The power and scale of the United States' aviation market is reflected in latest figures on the biggest airlines.
The top four carriers - by seats available for the past year - are all based in the US.
Figures released by global aviation consultants OAG are for the 12 months to February this year and also show the big Chinese mainland airlines in the first 15 by size.
Fourth-biggest of the US airlines is United, which resumed services to New Zealand last year, and had 177 million seats on offer on its 897 routes. It had the most international routes among the American carriers with 22 per cent of flights outside the US.
OAG notes that compared to the other big airlines United has a small, ageing fleet although a large number of aircraft are on order.
Third-biggest is Southwest, which is the biggest low-cost carrier in the world and operates an exclusively narrow-body fleet of 722 Boeing 737s.
Nearly all its flights are domestic (97 per cent) but its international routes grew by 24 per cent. The highest growth was in Belsize as part of a big push into Central America.
Delta Air Lines is second biggest, offering 223 million seats last year. The airline has the oldest fleet in the top 15: its seven Boeing 747s have an average age of 25 years, according to OAG.
Its fastest growing route is to Iceland, reflecting the surge in popularity of the Nordic country as a tourist destination.
American Airlines is the biggest airline, offering 250 million seats on the youngest fleet among the big four US carriers. In the past year it carried 201 million passengers.
Air New Zealand carries about 15 million passengers a year.
Its fastest growing country pair is US-Australia and American Airlines last year started flying to Auckland from Los Angeles.
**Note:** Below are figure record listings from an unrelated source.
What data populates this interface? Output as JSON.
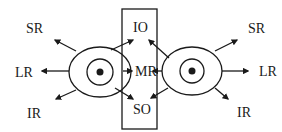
{
  "diagram": {
    "left_eye": {
      "labels": {
        "sr": "SR",
        "lr": "LR",
        "ir": "IR"
      }
    },
    "center_box": {
      "labels": {
        "io": "IO",
        "mr": "MR",
        "so": "SO"
      }
    },
    "right_eye": {
      "labels": {
        "sr": "SR",
        "lr": "LR",
        "ir": "IR"
      }
    },
    "colors": {
      "stroke": "#1a1a1a",
      "background": "#ffffff"
    }
  }
}
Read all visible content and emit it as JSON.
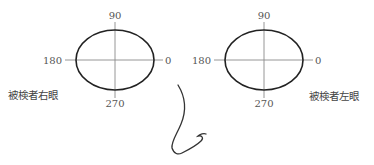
{
  "diagram": {
    "type": "ocular-axis-diagram",
    "colors": {
      "ellipse": "#222222",
      "axis": "#888888",
      "label": "#555555",
      "nose": "#333333"
    },
    "eyes": [
      {
        "id": "right-eye",
        "caption": "被検者右眼",
        "labels": {
          "top": "90",
          "left": "180",
          "right": "0",
          "bottom": "270"
        }
      },
      {
        "id": "left-eye",
        "caption": "被検者左眼",
        "labels": {
          "top": "90",
          "left": "180",
          "right": "0",
          "bottom": "270"
        }
      }
    ]
  }
}
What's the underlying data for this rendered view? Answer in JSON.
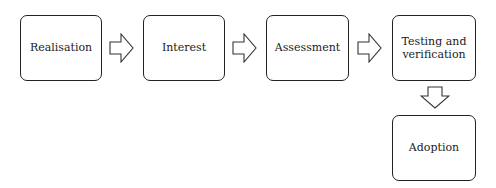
{
  "diagram": {
    "type": "flowchart",
    "steps": [
      {
        "label": "Realisation"
      },
      {
        "label": "Interest"
      },
      {
        "label": "Assessment"
      },
      {
        "label": "Testing and\nverification"
      },
      {
        "label": "Adoption"
      }
    ],
    "connections": [
      {
        "from": 0,
        "to": 1,
        "direction": "right"
      },
      {
        "from": 1,
        "to": 2,
        "direction": "right"
      },
      {
        "from": 2,
        "to": 3,
        "direction": "right"
      },
      {
        "from": 3,
        "to": 4,
        "direction": "down"
      }
    ]
  }
}
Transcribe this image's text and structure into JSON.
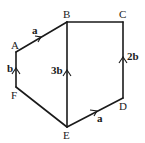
{
  "diagram": {
    "title": "",
    "vertices": [
      {
        "id": "A",
        "label": "A",
        "x": 16,
        "y": 52
      },
      {
        "id": "B",
        "label": "B",
        "x": 67,
        "y": 22
      },
      {
        "id": "C",
        "label": "C",
        "x": 123,
        "y": 22
      },
      {
        "id": "D",
        "label": "D",
        "x": 123,
        "y": 98
      },
      {
        "id": "E",
        "label": "E",
        "x": 67,
        "y": 127
      },
      {
        "id": "F",
        "label": "F",
        "x": 16,
        "y": 87
      }
    ],
    "edges": [
      {
        "from": "A",
        "to": "B",
        "vector": "a",
        "arrow": "A→B"
      },
      {
        "from": "B",
        "to": "C",
        "vector": "",
        "arrow": ""
      },
      {
        "from": "D",
        "to": "C",
        "vector": "2b",
        "arrow": "D→C"
      },
      {
        "from": "E",
        "to": "D",
        "vector": "a",
        "arrow": "E→D"
      },
      {
        "from": "F",
        "to": "E",
        "vector": "",
        "arrow": ""
      },
      {
        "from": "F",
        "to": "A",
        "vector": "b",
        "arrow": "F→A"
      },
      {
        "from": "E",
        "to": "B",
        "vector": "3b",
        "arrow": "E→B"
      }
    ],
    "labels": {
      "A": "A",
      "B": "B",
      "C": "C",
      "D": "D",
      "E": "E",
      "F": "F",
      "ab": "a",
      "dc": "2b",
      "ed": "a",
      "fa": "b",
      "eb": "3b"
    },
    "stroke_color": "#1a1a1a"
  }
}
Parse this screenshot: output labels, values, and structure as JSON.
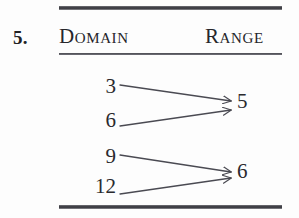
{
  "exercise": {
    "number_label": "5."
  },
  "table": {
    "headers": {
      "domain_label": "Domain",
      "range_label": "Range"
    }
  },
  "mapping": {
    "domain_values": [
      {
        "label": "3",
        "left": 86,
        "top": 74,
        "width": 30
      },
      {
        "label": "6",
        "left": 86,
        "top": 108,
        "width": 30
      },
      {
        "label": "9",
        "left": 86,
        "top": 144,
        "width": 30
      },
      {
        "label": "12",
        "left": 76,
        "top": 174,
        "width": 40
      }
    ],
    "range_values": [
      {
        "label": "5",
        "left": 237,
        "top": 89
      },
      {
        "label": "6",
        "left": 237,
        "top": 159
      }
    ],
    "arrows": [
      {
        "name": "arrow-3-to-5",
        "x1": 120,
        "y1": 85,
        "x2": 231,
        "y2": 101
      },
      {
        "name": "arrow-6-to-5",
        "x1": 120,
        "y1": 126,
        "x2": 231,
        "y2": 110
      },
      {
        "name": "arrow-9-to-6",
        "x1": 120,
        "y1": 155,
        "x2": 231,
        "y2": 172
      },
      {
        "name": "arrow-12-to-6",
        "x1": 120,
        "y1": 194,
        "x2": 231,
        "y2": 178
      }
    ],
    "pairs": [
      {
        "domain": "3",
        "range": "5"
      },
      {
        "domain": "6",
        "range": "5"
      },
      {
        "domain": "9",
        "range": "6"
      },
      {
        "domain": "12",
        "range": "6"
      }
    ]
  },
  "colors": {
    "background": "#fdfdfd",
    "ink": "#2a2a2e",
    "rule": "#3a3a40",
    "arrow": "#4a4a52"
  }
}
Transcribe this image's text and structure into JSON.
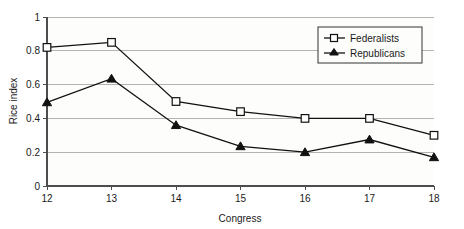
{
  "chart_data": {
    "type": "line",
    "title": "",
    "xlabel": "Congress",
    "ylabel": "Rice index",
    "x": [
      12,
      13,
      14,
      15,
      16,
      17,
      18
    ],
    "categories": [
      "12",
      "13",
      "14",
      "15",
      "16",
      "17",
      "18"
    ],
    "xlim": [
      12,
      18
    ],
    "ylim": [
      0,
      1
    ],
    "yticks": [
      "0",
      "0.2",
      "0.4",
      "0.6",
      "0.8",
      "1"
    ],
    "ytick_values": [
      0,
      0.2,
      0.4,
      0.6,
      0.8,
      1
    ],
    "grid": "horizontal",
    "legend_position": "top-right",
    "series": [
      {
        "name": "Federalists",
        "marker": "open-square",
        "values": [
          0.82,
          0.85,
          0.5,
          0.44,
          0.4,
          0.4,
          0.3
        ]
      },
      {
        "name": "Republicans",
        "marker": "filled-triangle",
        "values": [
          0.495,
          0.635,
          0.36,
          0.235,
          0.2,
          0.275,
          0.17
        ]
      }
    ]
  },
  "colors": {
    "line": "#111111",
    "grid": "#b3b3b3",
    "axis": "#4d4d4d",
    "plot_background": "#fdfdfb",
    "page_background": "#ffffff"
  },
  "legend": {
    "entries": [
      {
        "label": "Federalists"
      },
      {
        "label": "Republicans"
      }
    ]
  },
  "axes": {
    "x_title": "Congress",
    "y_title": "Rice index",
    "x_tick_labels": [
      "12",
      "13",
      "14",
      "15",
      "16",
      "17",
      "18"
    ],
    "y_tick_labels": [
      "0",
      "0.2",
      "0.4",
      "0.6",
      "0.8",
      "1"
    ]
  }
}
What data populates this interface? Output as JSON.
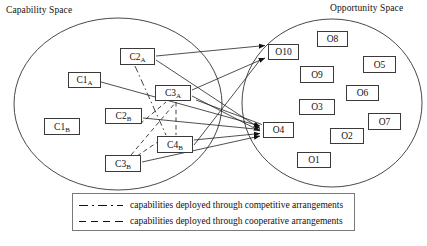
{
  "diagram": {
    "capability_space_title": "Capability Space",
    "opportunity_space_title": "Opportunity Space",
    "capability_nodes": [
      {
        "id": "C1A",
        "base": "C1",
        "sub": "A",
        "x": 68,
        "y": 72,
        "w": 33,
        "h": 16
      },
      {
        "id": "C1B",
        "base": "C1",
        "sub": "B",
        "x": 44,
        "y": 118,
        "w": 36,
        "h": 17
      },
      {
        "id": "C2A",
        "base": "C2",
        "sub": "A",
        "x": 120,
        "y": 48,
        "w": 35,
        "h": 17
      },
      {
        "id": "C2B",
        "base": "C2",
        "sub": "B",
        "x": 105,
        "y": 108,
        "w": 37,
        "h": 16
      },
      {
        "id": "C3A",
        "base": "C3",
        "sub": "A",
        "x": 155,
        "y": 85,
        "w": 36,
        "h": 16
      },
      {
        "id": "C3B",
        "base": "C3",
        "sub": "B",
        "x": 105,
        "y": 155,
        "w": 36,
        "h": 17
      },
      {
        "id": "C4B",
        "base": "C4",
        "sub": "B",
        "x": 157,
        "y": 136,
        "w": 36,
        "h": 17
      }
    ],
    "opportunity_nodes": [
      {
        "id": "O10",
        "label": "O10",
        "x": 268,
        "y": 44,
        "w": 31,
        "h": 16
      },
      {
        "id": "O8",
        "label": "O8",
        "x": 317,
        "y": 31,
        "w": 31,
        "h": 16
      },
      {
        "id": "O5",
        "label": "O5",
        "x": 363,
        "y": 56,
        "w": 33,
        "h": 17
      },
      {
        "id": "O9",
        "label": "O9",
        "x": 300,
        "y": 66,
        "w": 34,
        "h": 17
      },
      {
        "id": "O6",
        "label": "O6",
        "x": 346,
        "y": 85,
        "w": 33,
        "h": 16
      },
      {
        "id": "O3",
        "label": "O3",
        "x": 299,
        "y": 99,
        "w": 36,
        "h": 16
      },
      {
        "id": "O7",
        "label": "O7",
        "x": 368,
        "y": 113,
        "w": 33,
        "h": 17
      },
      {
        "id": "O4",
        "label": "O4",
        "x": 263,
        "y": 122,
        "w": 31,
        "h": 16
      },
      {
        "id": "O2",
        "label": "O2",
        "x": 330,
        "y": 128,
        "w": 34,
        "h": 16
      },
      {
        "id": "O1",
        "label": "O1",
        "x": 297,
        "y": 152,
        "w": 34,
        "h": 16
      }
    ],
    "legend": [
      {
        "style": "dash-dot",
        "label": "capabilities deployed through competitive arrangements"
      },
      {
        "style": "dashed",
        "label": "capabilities deployed through cooperative arrangements"
      }
    ],
    "colors": {
      "line": "#222222",
      "node_border": "#3a3a3a",
      "ellipse": "#333333",
      "legend_border": "#7a7a7a",
      "background": "#ffffff"
    }
  }
}
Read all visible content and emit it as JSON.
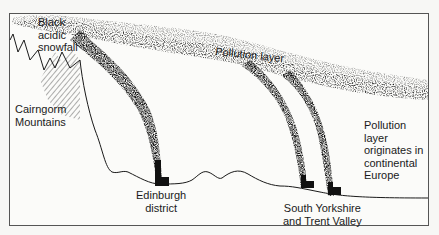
{
  "diagram": {
    "type": "illustrated cross-section",
    "colors": {
      "background": "#fbfbf9",
      "ink": "#1a1a1a",
      "frame": "#555555"
    },
    "labels": {
      "snowfall": [
        "Black",
        "acidic",
        "snowfall"
      ],
      "mountains": [
        "Cairngorm",
        "Mountains"
      ],
      "pollution_layer": "Pollution layer",
      "origin": [
        "Pollution",
        "layer",
        "originates in",
        "continental",
        "Europe"
      ],
      "edinburgh": [
        "Edinburgh",
        "district"
      ],
      "south_yorkshire": [
        "South Yorkshire",
        "and Trent Valley"
      ]
    },
    "elements": [
      {
        "name": "cairngorm-mountains",
        "kind": "terrain"
      },
      {
        "name": "snowfall-hatching",
        "kind": "hatched area"
      },
      {
        "name": "pollution-layer",
        "kind": "stippled band"
      },
      {
        "name": "edinburgh-chimney",
        "kind": "factory with plume"
      },
      {
        "name": "south-yorkshire-chimney-1",
        "kind": "factory with plume"
      },
      {
        "name": "south-yorkshire-chimney-2",
        "kind": "factory with plume"
      }
    ]
  }
}
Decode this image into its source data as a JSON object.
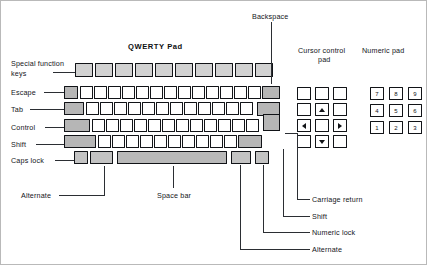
{
  "diagram": {
    "title_qwerty": "QWERTY Pad",
    "title_cursor_line1": "Cursor control",
    "title_cursor_line2": "pad",
    "title_numeric": "Numeric pad",
    "title_backspace": "Backspace"
  },
  "left_callouts": {
    "special_function_line1": "Special function",
    "special_function_line2": "keys",
    "escape": "Escape",
    "tab": "Tab",
    "control": "Control",
    "shift": "Shift",
    "caps_lock": "Caps lock"
  },
  "bottom_callouts": {
    "alternate_left": "Alternate",
    "space_bar": "Space bar"
  },
  "right_callouts": {
    "carriage_return": "Carriage return",
    "shift": "Shift",
    "numeric_lock": "Numeric lock",
    "alternate": "Alternate"
  },
  "numeric_pad": {
    "rows": [
      [
        "7",
        "8",
        "9"
      ],
      [
        "4",
        "5",
        "6"
      ],
      [
        "1",
        "2",
        "3"
      ]
    ]
  },
  "cursor_pad": {
    "up": "arrow-up",
    "down": "arrow-down",
    "left": "arrow-left",
    "right": "arrow-right"
  },
  "colors": {
    "key_outline": "#111317",
    "key_face": "#ffffff",
    "key_shaded": "#b6b6b6",
    "key_function": "#d2d2d2",
    "space_bar": "#b9b9b9",
    "text": "#14161a",
    "background": "#ffffff"
  }
}
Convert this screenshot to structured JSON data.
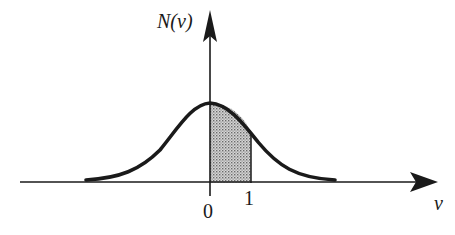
{
  "diagram": {
    "type": "normal-distribution-curve",
    "y_axis_label": "N(v)",
    "x_axis_label": "v",
    "tick_labels": [
      "0",
      "1"
    ],
    "shaded_region": {
      "from": "0",
      "to": "1",
      "pattern": "dotted-gray"
    },
    "colors": {
      "stroke": "#1a1a1a",
      "shade": "#b8b8b8",
      "background": "#ffffff"
    }
  }
}
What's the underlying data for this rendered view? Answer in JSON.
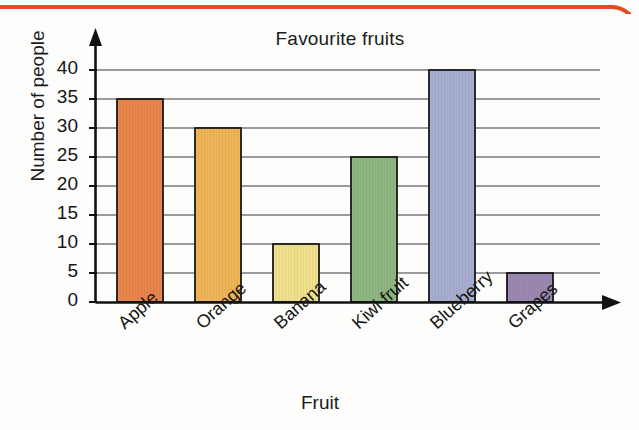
{
  "page": {
    "background_color": "#fdfdfb",
    "border_color": "#e8491f"
  },
  "chart_data": {
    "type": "bar",
    "title": "Favourite fruits",
    "xlabel": "Fruit",
    "ylabel": "Number of people",
    "categories": [
      "Apple",
      "Orange",
      "Banana",
      "Kiwi fruit",
      "Blueberry",
      "Grapes"
    ],
    "values": [
      35,
      30,
      10,
      25,
      40,
      5
    ],
    "bar_colors": [
      "#e8854c",
      "#edb458",
      "#efe08c",
      "#8fb681",
      "#a6adce",
      "#9b88b0"
    ],
    "ylim": [
      0,
      40
    ],
    "ytick_step": 5,
    "ytick_labels": [
      "0",
      "5",
      "10",
      "15",
      "20",
      "25",
      "30",
      "35",
      "40"
    ],
    "grid": "horizontal",
    "legend": "none",
    "axis_style": "arrow-tipped",
    "xlabel_rotation_deg": -42
  },
  "axes": {
    "y_title": "Number of people",
    "x_title": "Fruit",
    "chart_title": "Favourite fruits"
  },
  "icons": {
    "y_axis_arrow": "arrow-up-icon",
    "x_axis_arrow": "arrow-right-icon"
  }
}
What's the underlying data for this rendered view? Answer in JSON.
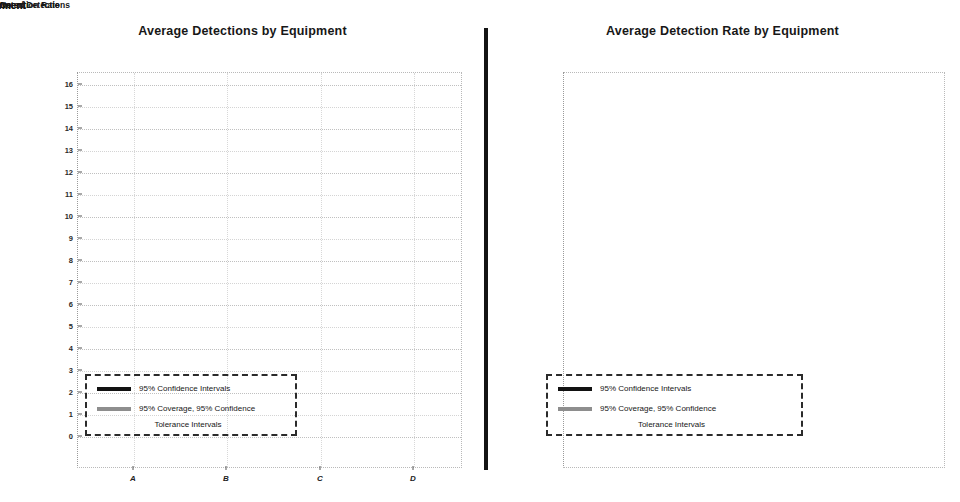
{
  "figure": {
    "background": "#ffffff",
    "ink_color": "#121212",
    "tolerance_color": "#8e8e8e",
    "divider": "vertical-rule"
  },
  "panels": [
    {
      "id": "left",
      "title": "Average Detections by Equipment",
      "xlabel": "Equipment",
      "ylabel": "No. of Detections",
      "legend": {
        "ci_label": "95% Confidence Intervals",
        "tol_label_line1": "95% Coverage, 95% Confidence",
        "tol_label_line2": "Tolerance Intervals"
      }
    },
    {
      "id": "right",
      "title": "Average Detection Rate by Equipment",
      "xlabel": "Equipment",
      "ylabel": "Detection Rate",
      "legend": {
        "ci_label": "95% Confidence Intervals",
        "tol_label_line1": "95% Coverage, 95% Confidence",
        "tol_label_line2": "Tolerance Intervals"
      }
    }
  ],
  "chart_data": [
    {
      "type": "scatter",
      "id": "average-detections-by-equipment",
      "title": "Average Detections by Equipment",
      "xlabel": "Equipment",
      "ylabel": "No. of Detections",
      "categories": [
        "A",
        "B",
        "C",
        "D"
      ],
      "ylim": [
        0,
        16
      ],
      "yticks": [
        0,
        1,
        2,
        3,
        4,
        5,
        6,
        7,
        8,
        9,
        10,
        11,
        12,
        13,
        14,
        15,
        16
      ],
      "ytick_labels": [
        "0",
        "1",
        "2",
        "3",
        "4",
        "5",
        "6",
        "7",
        "8",
        "9",
        "10",
        "11",
        "12",
        "13",
        "14",
        "15",
        "16"
      ],
      "grid": true,
      "legend_position": "lower-left-inside",
      "series": [
        {
          "name": "Mean",
          "values": [
            13.05,
            13.05,
            9.1,
            10.1
          ]
        },
        {
          "name": "95% Confidence Intervals",
          "lower": [
            9.0,
            9.9,
            5.0,
            6.0
          ],
          "upper": [
            14.9,
            13.1,
            12.3,
            11.1
          ]
        },
        {
          "name": "95% Coverage, 95% Confidence Tolerance Intervals",
          "lower": [
            5.0,
            7.0,
            2.0,
            3.0
          ],
          "upper": [
            15.0,
            13.1,
            14.0,
            11.1
          ]
        }
      ]
    },
    {
      "type": "scatter",
      "id": "average-detection-rate-by-equipment",
      "title": "Average Detection Rate by Equipment",
      "xlabel": "Equipment",
      "ylabel": "Detection Rate",
      "categories": [
        "A",
        "B",
        "C",
        "D"
      ],
      "ylim": [
        0.0,
        1.05
      ],
      "yticks": [
        0.0,
        0.1,
        0.2,
        0.3,
        0.4,
        0.5,
        0.6,
        0.7,
        0.8,
        0.9,
        1.0
      ],
      "ytick_labels": [
        "0.0",
        "0.1",
        "0.2",
        "0.3",
        "0.4",
        "0.5",
        "0.6",
        "0.7",
        "0.8",
        "0.9",
        "1.0"
      ],
      "grid": true,
      "legend_position": "lower-left-inside",
      "series": [
        {
          "name": "Mean",
          "values": [
            0.868,
            1.0,
            0.65,
            0.915
          ]
        },
        {
          "name": "95% Confidence Intervals",
          "lower": [
            0.6,
            0.757,
            0.357,
            0.593
          ],
          "upper": [
            1.0,
            1.0,
            0.878,
            1.0
          ]
        },
        {
          "name": "95% Coverage, 95% Confidence Tolerance Intervals",
          "lower": [
            0.335,
            0.543,
            0.145,
            0.272
          ],
          "upper": [
            1.005,
            1.005,
            1.005,
            1.005
          ]
        }
      ]
    }
  ]
}
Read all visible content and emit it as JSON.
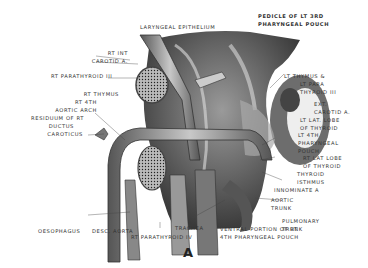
{
  "figure": {
    "letter": "A",
    "labels": {
      "laryngeal_epithelium": "LARYNGEAL EPITHELIUM",
      "pedicle_1": "PEDICLE OF LT 3RD",
      "pedicle_2": "PHARYNGEAL POUCH",
      "rt_int_1": "RT INT",
      "rt_int_2": "CAROTID A.",
      "rt_parathyroid_iii": "RT PARATHYROID III",
      "rt_thymus": "RT THYMUS",
      "rt_4th_1": "RT 4TH",
      "rt_4th_2": "AORTIC ARCH",
      "residuum_1": "RESIDUUM OF RT",
      "residuum_2": "DUCTUS",
      "residuum_3": "CAROTICUS",
      "lt_thymus_1": "LT THYMUS &",
      "lt_thymus_2": "LT PARA",
      "lt_thymus_3": "THYROID III",
      "ext_carotid_1": "EXT.",
      "ext_carotid_2": "CAROTID A.",
      "lt_lat_lobe_1": "LT LAT. LOBE",
      "lt_lat_lobe_2": "OF THYROID",
      "lt_4th_1": "LT 4TH",
      "lt_4th_2": "PHARYNGEAL",
      "lt_4th_3": "POUCH",
      "rt_lat_lobe_1": "RT LAT LOBE",
      "rt_lat_lobe_2": "OF THYROID",
      "thyroid_isthmus_1": "THYROID",
      "thyroid_isthmus_2": "ISTHMUS",
      "innominate": "INNOMINATE A",
      "aortic_trunk_1": "AORTIC",
      "aortic_trunk_2": "TRUNK",
      "pulmonary_1": "PULMONARY",
      "pulmonary_2": "TRUNK",
      "ventral_1": "VENTRAL PORTION OF RT",
      "ventral_2": "4TH PHARYNGEAL POUCH",
      "oesophagus": "OESOPHAGUS",
      "desc_aorta": "DESC. AORTA",
      "trachea": "TRACHEA",
      "rt_parathyroid_iv": "RT PARATHYROID IV"
    }
  }
}
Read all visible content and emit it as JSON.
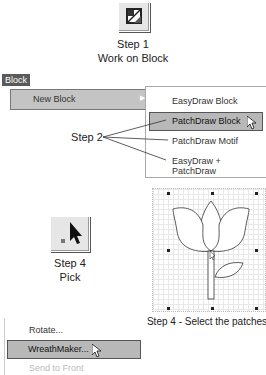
{
  "step1": {
    "title": "Step 1",
    "subtitle": "Work on Block",
    "icon": "block-tool-icon"
  },
  "block_menu": {
    "title": "Block",
    "items": [
      {
        "label": "New Block",
        "mnemonic": "N",
        "has_submenu": true
      }
    ]
  },
  "submenu": {
    "items": [
      {
        "label": "EasyDraw Block",
        "highlighted": false
      },
      {
        "label": "PatchDraw Block",
        "highlighted": true
      },
      {
        "label": "PatchDraw Motif",
        "highlighted": false
      },
      {
        "label": "EasyDraw + PatchDraw",
        "highlighted": false
      }
    ]
  },
  "step2": {
    "label": "Step 2"
  },
  "step4_pick": {
    "title": "Step 4",
    "subtitle": "Pick",
    "icon": "pick-arrow-icon"
  },
  "step4_select": {
    "caption": "Step 4 - Select the patches"
  },
  "context_menu": {
    "items": [
      {
        "label": "Rotate...",
        "highlighted": false,
        "disabled": false
      },
      {
        "label": "WreathMaker...",
        "highlighted": true,
        "disabled": false
      },
      {
        "label": "Send to Front",
        "highlighted": false,
        "disabled": true
      }
    ]
  }
}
Of the other airlines on the list, budget airline Ryanair comes in fifth by seats on offer but has the largest number of routes of the first 15 (1319). Its planes are fuller than the other airlines', with a load factor of 91 per cent.
Its fastest growing region is Eastern Europe and fastest-growing country pair is Germany to Bulgaria.
China Southern, China Eastern and Air China are ranked 6th, 7th and 11th respectively.
They are expanding their international routes but mostly fly domestically where their on- time performance (all below 70 per cent) is affected by constraints on air traffic around that country.
Emirates, ranked 13th by seat capacity, operates only to international destinations and has the longest average flight time of more than six hours.
Turkish Airlines operates to the most countries, flying to 117.